In the years immediately after VKontakte was set up, acquaintances started noting “curious peculiarities” in Durov. “He was always adding strippers to his circle of friends - all sorts of models and escorts. Durov tried to create a kind of macho image. His calculation was that, being in an IT environment, he was surrounded by programmers. And, in those days, a programmer was just a nerd. And, at some point, this nerd would see the fine spectacle of Durov surrounded by his nymphs and decide to expand their aptitudes and ideas on VKontakte,” Petrenchuk says.

5. Decision to emigrate after a visit from OMON special police squad

In early December 2011, mass protests started in Russia in the wake of State Duma elections. The rallies were principally organized and directed through private opposition groups on VKontakte. Federal Security Service (FSB) officials asked the management of the social networking service to block these groups, but Durov refused.

On December 11, members of an OMON squad knocked on the door of Durov’s apartment in St. Petersburg. There are no details in the film about this visit by security forces, but it is asserted that it was at this moment that Durov realized he would no longer work for VKontakte or live in Russia. On that day, he reflected on the necessity of having a secure channel of communication with his elder brother, Nikolai, one of the main developers of VKontakte, who had created the whole “engine” of the social media service. Three years later, Durov would indeed quit the company, leave Russia and launch Telegram.

6. TON blockchain project was his brother’s idea

Nikolai Durov is even more secretive than his famous brother. He has never been seen talking to the press. “Nikolai played one of the most crucial roles - perhaps even the most crucial. He was the mastermind of the blockchain platform and in large measure infected Pavel with the idea,” according to Telegram Vice President Ilya Perekopsky.

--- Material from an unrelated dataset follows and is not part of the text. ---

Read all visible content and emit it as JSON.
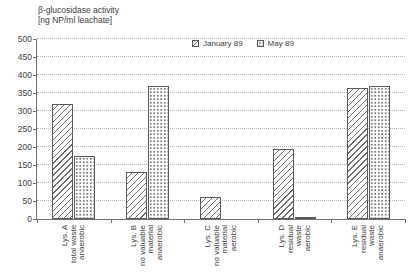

The latter says that “all the investors in the world” wanted to put their money into TON. “It wasn’t even a case of getting hold of the money, but picking who to take the money from,” he said. By October 2019, the U.S. Securities and Exchange Commission (SEC) had opened a lawsuit against Telegram, which spelled the end of the project, even though TON was ready for launch. In the film, venture fund investor Pavel Cherkashin, who sank money into the launch of TON, calls it a racket, alleging that the money went into boosting Durov’s personal brand and describes the Telegram team as top-class swindlers. Perekopsky says the problem was that the regulators simply weren’t in agreement with their view of the world. 

7. The blocking of Telegram in Russia cost Durov $75,000 per hour

In 2018, Russian media and telecommunications regulator Roskomnadzor started blocking Telegram on Russian territory. The reason was the refusal by the management of the service to provide special services with the encryption keys needed to view communications among its users, as required under Russian law. In order to get round the restrictions, the messaging service massively increased the number of its IP addresses (the service providers attempted to block them) - from 8,000 to 15.5 million. The lease of a single IP address cost somewhere in the region of $0.05 per hour. Thus, the company must have been spending something like $75,000 an hour on this, according to calculations made by Vadim Ampelonsky , the former Roskomnadzor press secretary.

8. He wanted to found the first private school in Russia

Georgy Mednikov

In 2011, at a meeting of alumni, Durov proposed to Georgy Mednikov that they open “the first genuinely private school” in Russia. “My children are still small, but they will have to go to school somewhere. I’d like to set up a very good school similar to the one I went to. I don’t want the school to take a single kopeck from the state or from parents. I want it to be the first and perhaps the only truly private school in this country. A school with a board of directors, which can be run on the interest from its own deposited assets,” Durov’s teacher recounts. Subsequently, Durov “encountered very serious problems” and the project had to be shelved.